3 D Echo

3 D Echocardiography

3D echo is in the process of revolutionizing pediatric echocardiography. It is like the difference between looking at a crude snapshot of an infant’s heart in the womb, as opposed to a 3D movie of that same infant’s heart.

Many cities have 3D images of babies on their billboards advertising their hospitals, as if you have taken a picture of that baby in real time. This is a far cry from how we used to look at babies in the womb, grainy hard to see, black and white slices of a baby.

With typical 2D cardiac imaging, you are looking at a several millimeter slice of the heart, one looped image at a time, whereas with 3D, it as if you have inserted a video camera into the womb and are looking at the fetus’s heart as if you are holding it in your hand and watching it function.

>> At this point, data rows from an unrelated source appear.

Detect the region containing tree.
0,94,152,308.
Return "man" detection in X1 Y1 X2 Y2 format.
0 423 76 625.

This is made possible by the advancement from piezoelectric to composite transducers, not to mention the advancement in computer technology in the last few years. These new composite materials significantly improve bandwidth, sensitivity and resolution, and the newest technologies allow for much faster computer enhancement of image quality and manipulation.

This is a very important advancement in pediatric cardiology. For instance, many of these defects are very hard to visualize in a 2D format, but when utilized in a 3D format, they become much more understandable. Further, modern technology allows you to manipulate the image in any way you want, to see the heart in numerous views.

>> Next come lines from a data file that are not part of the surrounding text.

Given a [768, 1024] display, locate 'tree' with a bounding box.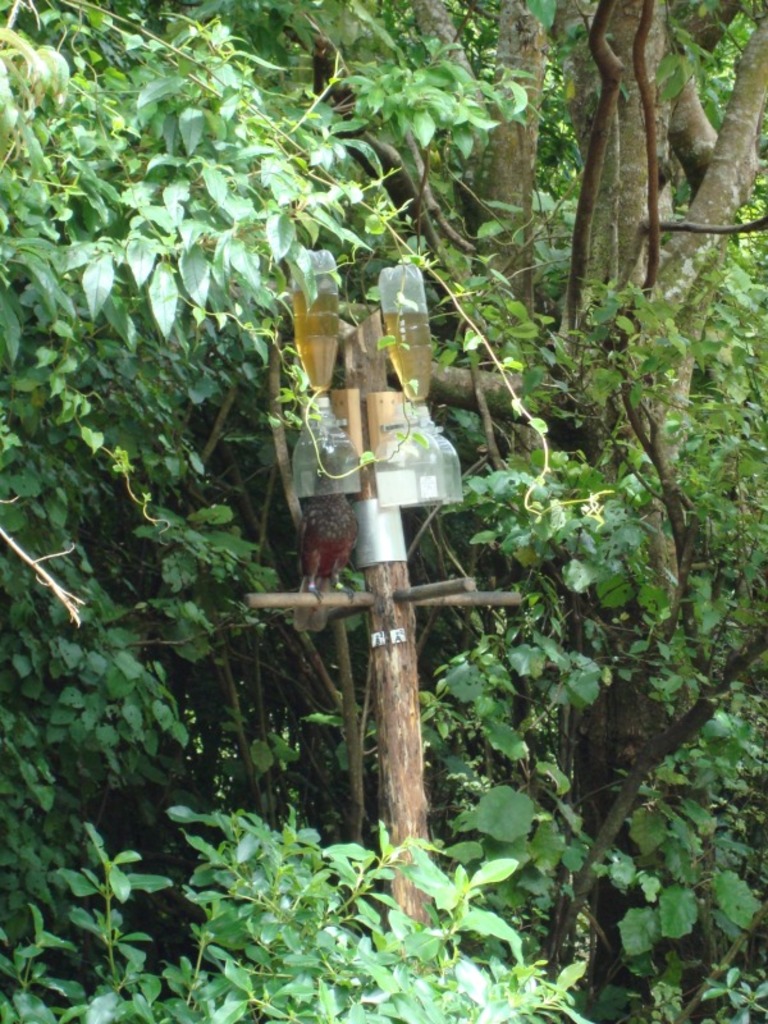
Located: region(0, 0, 767, 998).
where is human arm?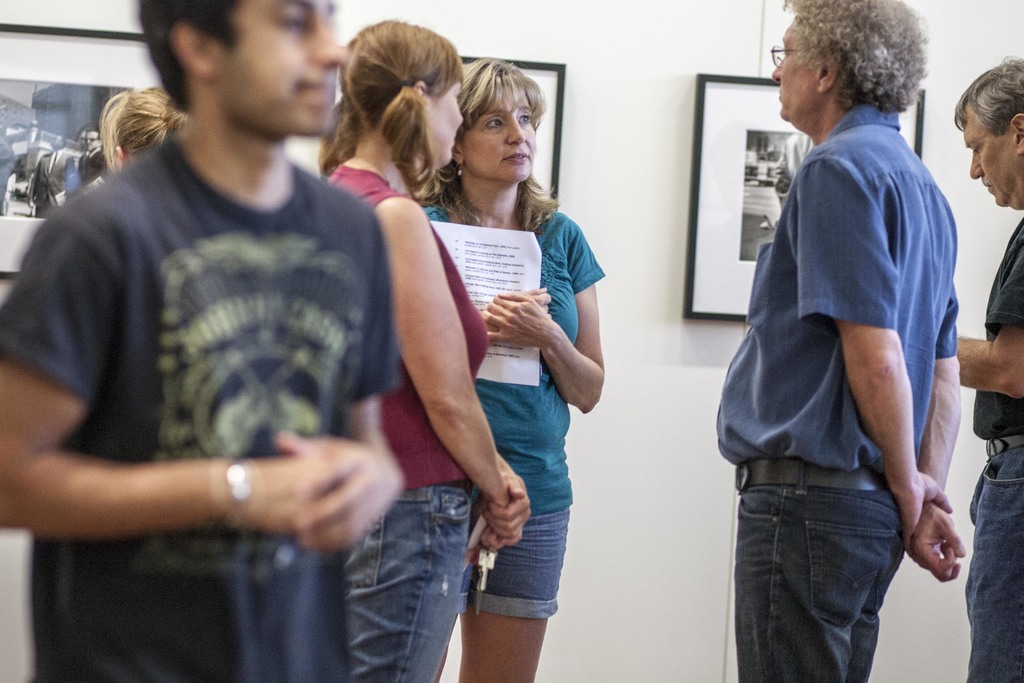
crop(395, 204, 509, 561).
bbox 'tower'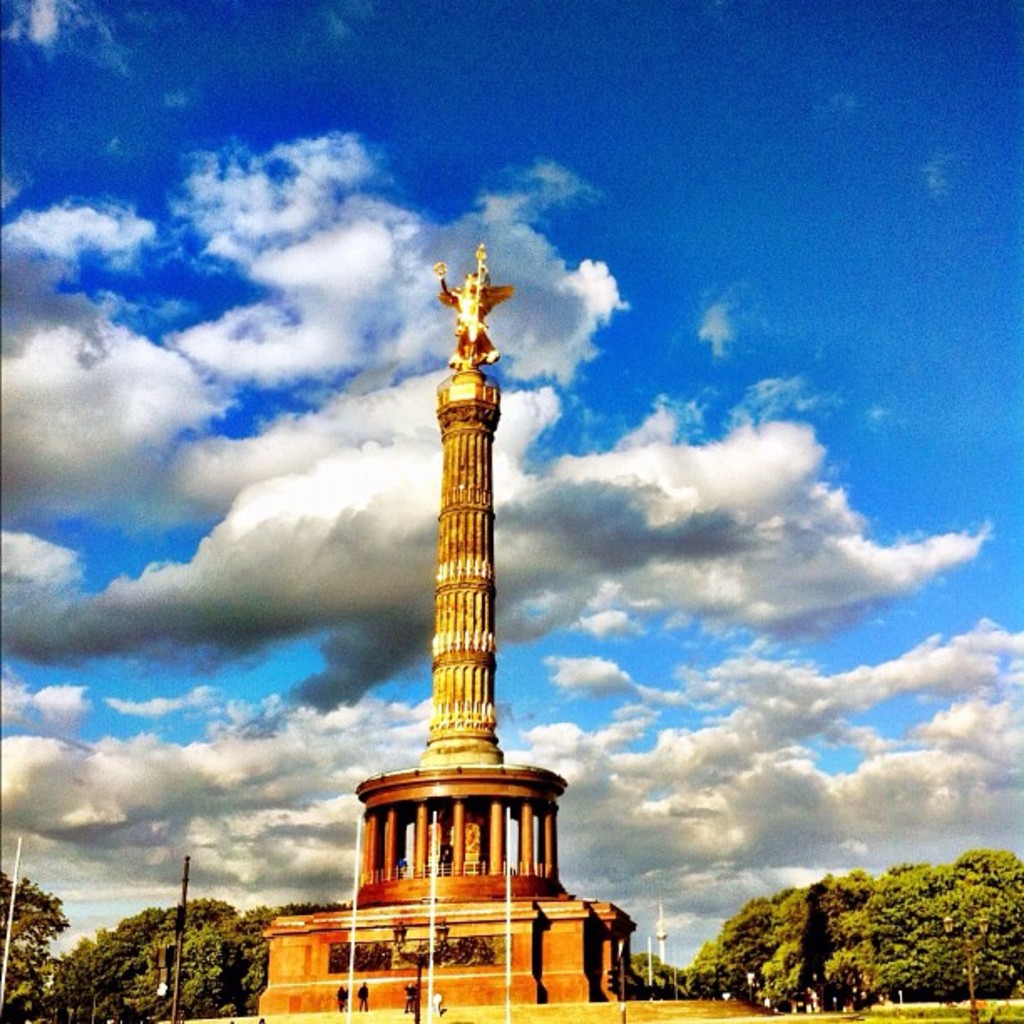
bbox=[244, 221, 658, 1022]
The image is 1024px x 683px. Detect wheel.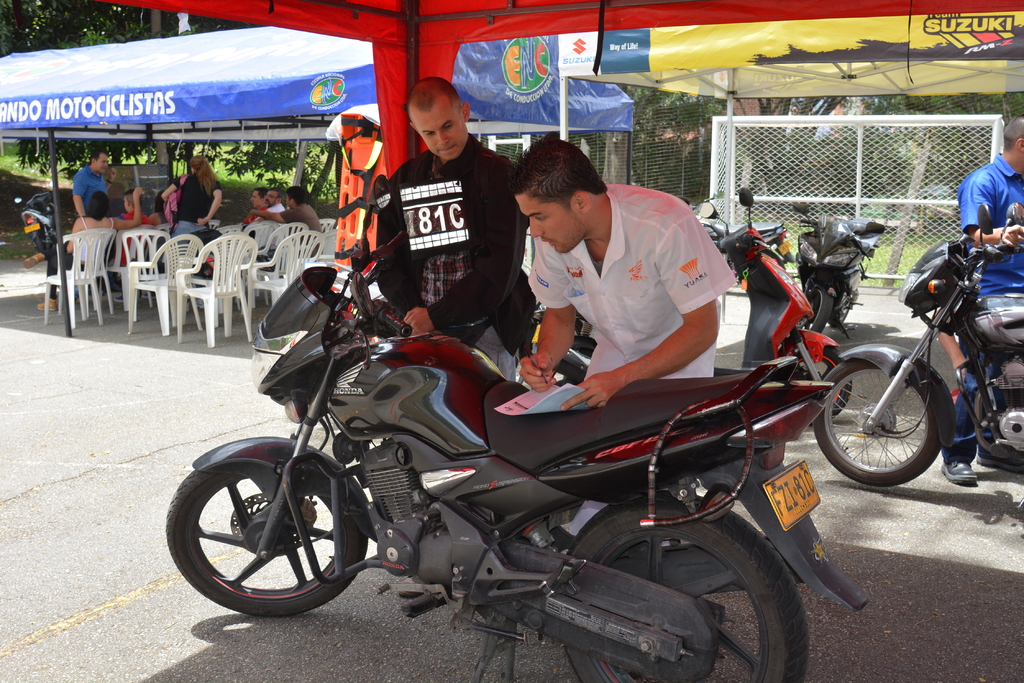
Detection: <region>806, 357, 854, 412</region>.
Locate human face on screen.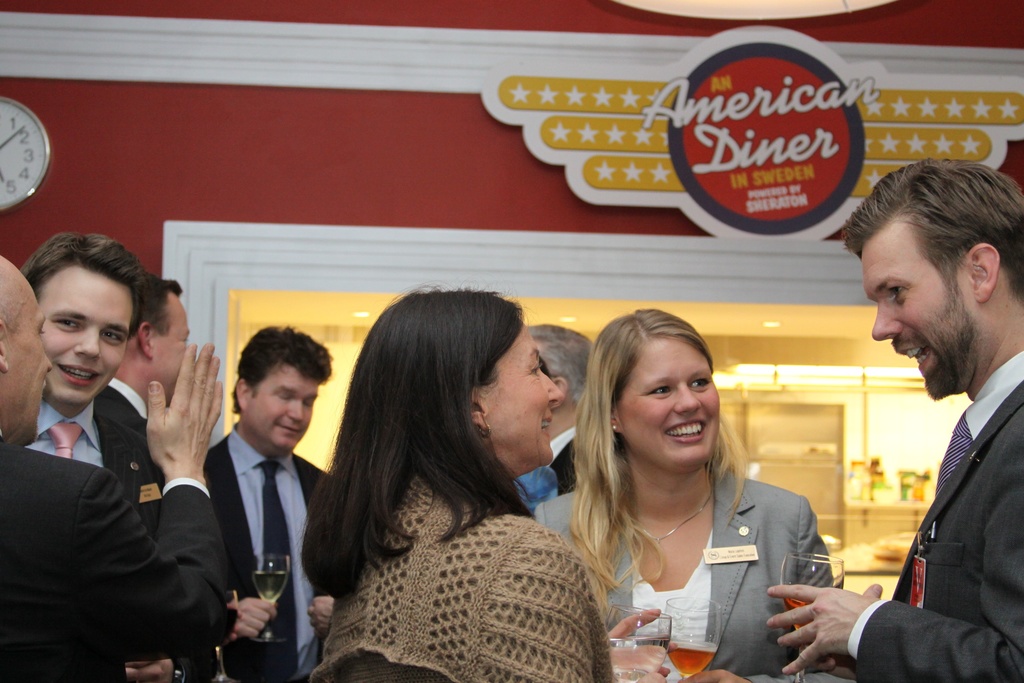
On screen at l=610, t=338, r=719, b=467.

Endocardial cushion defects (AV canal) is a perfect example. Unless you have actually seen this defect with a real heart, this might be an easy defect to misdiagnose. Is there a cleft mitral valve? Is it partial or complete? Is there a VSD and or an ASD? Where are the bridging leaflets? Exactly how do the shunts occur? Is there a malaligned outflow tract?

In conclusion, 3D echocardiography in many ways is quantifiable, reproducible and comparable to MRI in many of the measurements used in cardiology. Volumes and ejection fractions are two examples. This is increasingly becoming an invaluable technique in invasive procedures (such as the closure of ASD’s).